Many lectures and curricula begin with a definition – one commonly used in WONCA is:

- A doctor who is trained to deal with people across all life stages
- A medical generalist who can deal with all types of health problem at point of first contact in a community setting, and
- Offering a service that is comprehensive, accessible, focuses on a specific community, allows continuity over time, and is centred on the care of people - not specific parts of their body or diseases.[1]

I have seen three broad models of Family Medicine worldwide:-
- Single handed practitioner, with a list of patients who may or may not live locally: there may be one other member of staff supporting the doctor. The personal link over time can be strong, as this doctor is solely responsible for their patients.
- A group practice, with several doctors, often also with nurses and health care assistants.
- A ‘department’ or other institutional setting, in a hospital alongside other specialist services.

But, whichever model exists, within that we also need to look at the following variables:

1. Scope of practice- many family doctors are not using the full scope of the discipline in their particular setting or practice. For example, in U.K. family doctors are trained to see adults and children, also to do routine gynaecological and women’s and men’s health work – but in some countries family doctors only see adults, or do not do contraception or cervical cytology checks.

2. Relation to a population – some systems do not incentivise registration or continuity with a family doctor. Patients can switch providers frequently, or bypass primary care and go straight to hospital specialists. In some countries, family doctors may keep a registered ‘list’, but this may not be geographically based. A clinic which does not have continuity with its patients over time cannot easily implement preventive intervention programmes, nor identify unmet health needs and follow up on chronic disease management. And a clinic list which is not geographically based makes working with other agencies (e.g. community leaders, day care services) difficult.

Does this matter?

I think it does, at least at the level of the ‘system’. While individual circumstances and opportunities may vary, a health care system that does not implement the full scope of family medicine is likely to be less cost-effective. A doctor who cannot make a first assessment of most types of problems will not be able to supervise family medicine residents who need to learn to see a full breadth of patients. Individual doctors may choose a specific role in the course of a career which looks ‘less’ like family medicine. But we do need to be able to show the full range of our discipline in each country to allow it to be fully understood and utilised.

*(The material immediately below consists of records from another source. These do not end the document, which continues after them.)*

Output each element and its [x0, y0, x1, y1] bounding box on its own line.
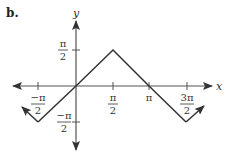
svg-text:2: 2 — [184, 105, 190, 116]
y-axis-label: y — [72, 7, 80, 20]
x-tick-label-pi: π — [146, 92, 153, 103]
svg-text:2: 2 — [110, 105, 116, 116]
svg-text:2: 2 — [35, 105, 41, 116]
svg-text:3π: 3π — [181, 92, 194, 103]
svg-text:−π: −π — [31, 92, 46, 103]
svg-text:π: π — [110, 92, 117, 103]
svg-text:−π: −π — [57, 110, 72, 121]
graph: x y −π 2 π 2 π 3π 2 π 2 −π 2 — [0, 0, 232, 158]
x-axis-label: x — [216, 80, 223, 93]
y-tick-label-pi-over-2: π 2 — [58, 38, 68, 62]
y-tick-label-neg-pi-over-2: −π 2 — [57, 110, 72, 134]
svg-text:2: 2 — [61, 123, 67, 134]
x-tick-label-3pi-over-2: 3π 2 — [180, 92, 194, 116]
svg-text:π: π — [60, 38, 67, 49]
svg-text:2: 2 — [60, 51, 66, 62]
x-tick-label-pi-over-2: π 2 — [108, 92, 118, 116]
svg-text:π: π — [146, 92, 153, 103]
x-tick-label-neg-pi-over-2: −π 2 — [31, 92, 46, 116]
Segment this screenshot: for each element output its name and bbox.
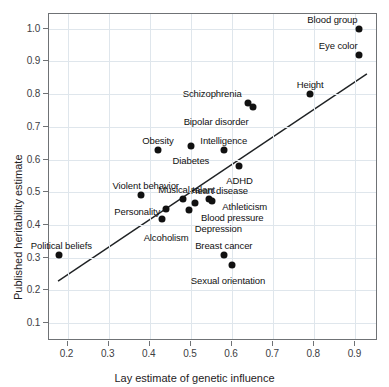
data-point — [187, 143, 194, 150]
gridline-horizontal — [49, 258, 376, 259]
gridline-horizontal — [49, 323, 376, 324]
y-axis-label: Published heritability estimate — [12, 154, 24, 300]
data-point — [307, 91, 314, 98]
data-point-label: Political beliefs — [31, 240, 92, 251]
data-point-label: Height — [297, 79, 324, 90]
x-tick-label: 0.6 — [224, 348, 237, 359]
data-point — [185, 206, 192, 213]
x-tick-label: 0.2 — [60, 348, 73, 359]
trendline — [49, 14, 378, 341]
y-tick-label: 0.1 — [0, 317, 40, 328]
data-point — [56, 251, 63, 258]
data-point — [209, 198, 216, 205]
data-point-label: Obesity — [142, 135, 174, 146]
y-tick-label: 0.8 — [0, 88, 40, 99]
gridline-horizontal — [49, 160, 376, 161]
data-point — [159, 216, 166, 223]
y-tick-label: 1.0 — [0, 22, 40, 33]
y-tick-mark — [43, 159, 48, 160]
data-point-label: Bipolar disorder — [184, 116, 249, 127]
scatter-plot-figure: Blood groupEye colorHeightSchizophreniaB… — [0, 0, 389, 387]
x-tick-label: 0.7 — [265, 348, 278, 359]
x-tick-mark — [231, 341, 232, 346]
data-point-label: Breast cancer — [195, 240, 252, 251]
x-tick-label: 0.4 — [142, 348, 155, 359]
data-point — [236, 163, 243, 170]
data-point-label: Personality — [114, 206, 160, 217]
data-point-label: Heart disease — [191, 185, 248, 196]
data-point-label: ADHD — [226, 175, 253, 186]
data-point-label: Blood pressure — [201, 212, 264, 223]
data-point-label: Intelligence — [200, 135, 247, 146]
data-point — [179, 195, 186, 202]
x-axis-label: Lay estimate of genetic influence — [0, 372, 389, 384]
data-point — [220, 146, 227, 153]
data-point-label: Eye color — [319, 40, 358, 51]
data-point — [191, 200, 198, 207]
x-tick-label: 0.5 — [183, 348, 196, 359]
data-point — [137, 192, 144, 199]
y-tick-mark — [43, 60, 48, 61]
data-point — [356, 51, 363, 58]
data-point — [356, 25, 363, 32]
data-point-label: Schizophrenia — [183, 88, 242, 99]
y-tick-label: 0.7 — [0, 120, 40, 131]
y-tick-mark — [43, 289, 48, 290]
data-point-label: Alcoholism — [144, 232, 189, 243]
x-tick-mark — [108, 341, 109, 346]
gridline-horizontal — [49, 290, 376, 291]
x-tick-mark — [67, 341, 68, 346]
x-tick-label: 0.9 — [348, 348, 361, 359]
plot-area: Blood groupEye colorHeightSchizophreniaB… — [48, 13, 377, 340]
data-point — [249, 104, 256, 111]
data-point-label: Diabetes — [173, 155, 210, 166]
x-tick-label: 0.3 — [101, 348, 114, 359]
y-tick-mark — [43, 257, 48, 258]
x-tick-mark — [354, 341, 355, 346]
y-tick-mark — [43, 322, 48, 323]
x-tick-mark — [313, 341, 314, 346]
data-point-label: Depression — [195, 223, 242, 234]
y-tick-mark — [43, 224, 48, 225]
data-point-label: Sexual orientation — [191, 275, 265, 286]
y-tick-mark — [43, 28, 48, 29]
data-point — [163, 205, 170, 212]
data-point — [154, 146, 161, 153]
y-tick-mark — [43, 93, 48, 94]
x-tick-mark — [149, 341, 150, 346]
data-point-label: Blood group — [307, 14, 357, 25]
y-tick-label: 0.9 — [0, 55, 40, 66]
gridline-horizontal — [49, 29, 376, 30]
x-tick-label: 0.8 — [307, 348, 320, 359]
x-tick-mark — [190, 341, 191, 346]
data-point — [220, 251, 227, 258]
y-tick-mark — [43, 126, 48, 127]
gridline-horizontal — [49, 61, 376, 62]
data-point-label: Athleticism — [222, 201, 267, 212]
data-point — [229, 261, 236, 268]
y-tick-mark — [43, 191, 48, 192]
x-tick-mark — [272, 341, 273, 346]
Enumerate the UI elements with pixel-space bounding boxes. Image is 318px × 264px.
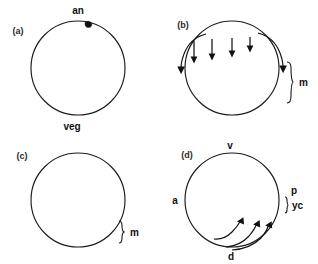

For countries ‘in transition’, where this is not yet possible, it is important both to be able to show some pilot schemes where there is ‘real’ Family Medicine (as in the definition at the beginning of this article), and to be able to discuss honestly and analytically how things would look different if the full ideal of family medicine was implemented across the system. At least in this way we can compare our current reality to a stronger future. It is also important to be clear about this when governments or funders propose a change in the system. Will it increase our ability to combine health promotion, prevention, screening, acute and chronic care for a group of patients over time? Or will the change proposed increase fragmentation and reduce the scope of our practice?

We need constantly to defend family medicine principles and to ensure that we work to enhance these over time.